BAE Systems Threat Research Blog: Two bytes to $951m

The next time anyone tells you that they have built a „Secure“ system, get them to read this article.

Source: BAE Systems Threat Research Blog: Two bytes to $951m

An unknown number of people with a lot of easily acquired knowledge, but not so common skills, developed and deployed a system of hacks to manipulate a „secure“ banking system to transfer almost a billion dollars to accounts unknown. A large amount of this money is now „accounted for“, whatever that means, while 81 Million Dollars are still missing. That looks like a pretty good return on investment if you’re not too worried about illegalities or you consider it just liberating the money from robber banks.

Of course, many will say „our security standards are better than those in Bangladesh“ but those people are just trying to reassure those who cannot, for whatever reason, understand the signals generated by this particular case.

An incredible number of systems rely on the key system-parts misused in this hack. I would not have believed it until I saw it, so many systems rely on reading and writing text files from some location, often a network share, and these files are easily manipulated if due attention is not paid to the security of those files.

Just last week I had an application development team who could not, or would not because of time constraints, understand why it was a bad idea to let a server inside the secure zone reach out to a server on the internet in order to automatically download some code. The number of ways in which their deployment scheme could be hacked into and misused was mind-boggling and yet, they considered it not only safe, but also perfectly normal. Someone is going to make a lot of money out of their overly relaxed attitude if they should draw the wrong kind of attention.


PROBLEM DETAILS ▸ Your task is to give the data again, exactly, with every line intact.

*** Opening SUPPLIED DATA ***

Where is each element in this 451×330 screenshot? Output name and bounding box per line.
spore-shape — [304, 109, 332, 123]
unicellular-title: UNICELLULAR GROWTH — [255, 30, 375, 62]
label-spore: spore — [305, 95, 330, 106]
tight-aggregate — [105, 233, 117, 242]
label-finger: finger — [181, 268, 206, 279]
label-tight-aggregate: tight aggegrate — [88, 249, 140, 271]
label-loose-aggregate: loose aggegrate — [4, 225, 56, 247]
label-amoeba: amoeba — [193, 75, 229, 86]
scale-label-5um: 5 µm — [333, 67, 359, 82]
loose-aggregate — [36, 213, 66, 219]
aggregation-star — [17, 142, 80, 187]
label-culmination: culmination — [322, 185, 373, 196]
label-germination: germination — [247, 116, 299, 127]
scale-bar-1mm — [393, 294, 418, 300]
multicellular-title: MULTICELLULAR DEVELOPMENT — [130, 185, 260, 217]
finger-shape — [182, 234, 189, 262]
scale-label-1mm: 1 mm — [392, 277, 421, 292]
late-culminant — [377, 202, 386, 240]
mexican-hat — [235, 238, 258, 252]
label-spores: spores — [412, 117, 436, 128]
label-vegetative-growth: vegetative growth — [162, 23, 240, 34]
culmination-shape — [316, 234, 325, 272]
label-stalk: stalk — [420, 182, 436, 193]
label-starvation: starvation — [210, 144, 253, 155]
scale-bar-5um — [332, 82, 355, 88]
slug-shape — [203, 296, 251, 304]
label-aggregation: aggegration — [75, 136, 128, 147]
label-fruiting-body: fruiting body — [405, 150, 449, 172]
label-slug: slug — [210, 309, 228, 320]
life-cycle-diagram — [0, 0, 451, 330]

*** Closing SUPPLIED DATA ***

SOLUTION FOR THIS EXERCISE ▸
Where is each element in this 451×330 screenshot? Output name and bounding box per line.
spore-shape — [304, 109, 332, 123]
unicellular-title: UNICELLULAR GROWTH — [255, 30, 375, 62]
label-spore: spore — [305, 95, 330, 106]
tight-aggregate — [105, 233, 117, 242]
label-finger: finger — [181, 268, 206, 279]
label-tight-aggregate: tight aggegrate — [88, 249, 140, 271]
label-loose-aggregate: loose aggegrate — [4, 225, 56, 247]
label-amoeba: amoeba — [193, 75, 229, 86]
scale-label-5um: 5 µm — [333, 67, 359, 82]
loose-aggregate — [36, 213, 66, 219]
aggregation-star — [17, 142, 80, 187]
label-culmination: culmination — [322, 185, 373, 196]
label-germination: germination — [247, 116, 299, 127]
scale-bar-1mm — [393, 294, 418, 300]
multicellular-title: MULTICELLULAR DEVELOPMENT — [130, 185, 260, 217]
finger-shape — [182, 234, 189, 262]
scale-label-1mm: 1 mm — [392, 277, 421, 292]
late-culminant — [377, 202, 386, 240]
mexican-hat — [235, 238, 258, 252]
label-spores: spores — [412, 117, 436, 128]
label-vegetative-growth: vegetative growth — [162, 23, 240, 34]
culmination-shape — [316, 234, 325, 272]
label-stalk: stalk — [420, 182, 436, 193]
label-starvation: starvation — [210, 144, 253, 155]
scale-bar-5um — [332, 82, 355, 88]
slug-shape — [203, 296, 251, 304]
label-aggregation: aggegration — [75, 136, 128, 147]
label-fruiting-body: fruiting body — [405, 150, 449, 172]
label-slug: slug — [210, 309, 228, 320]
life-cycle-diagram — [0, 0, 451, 330]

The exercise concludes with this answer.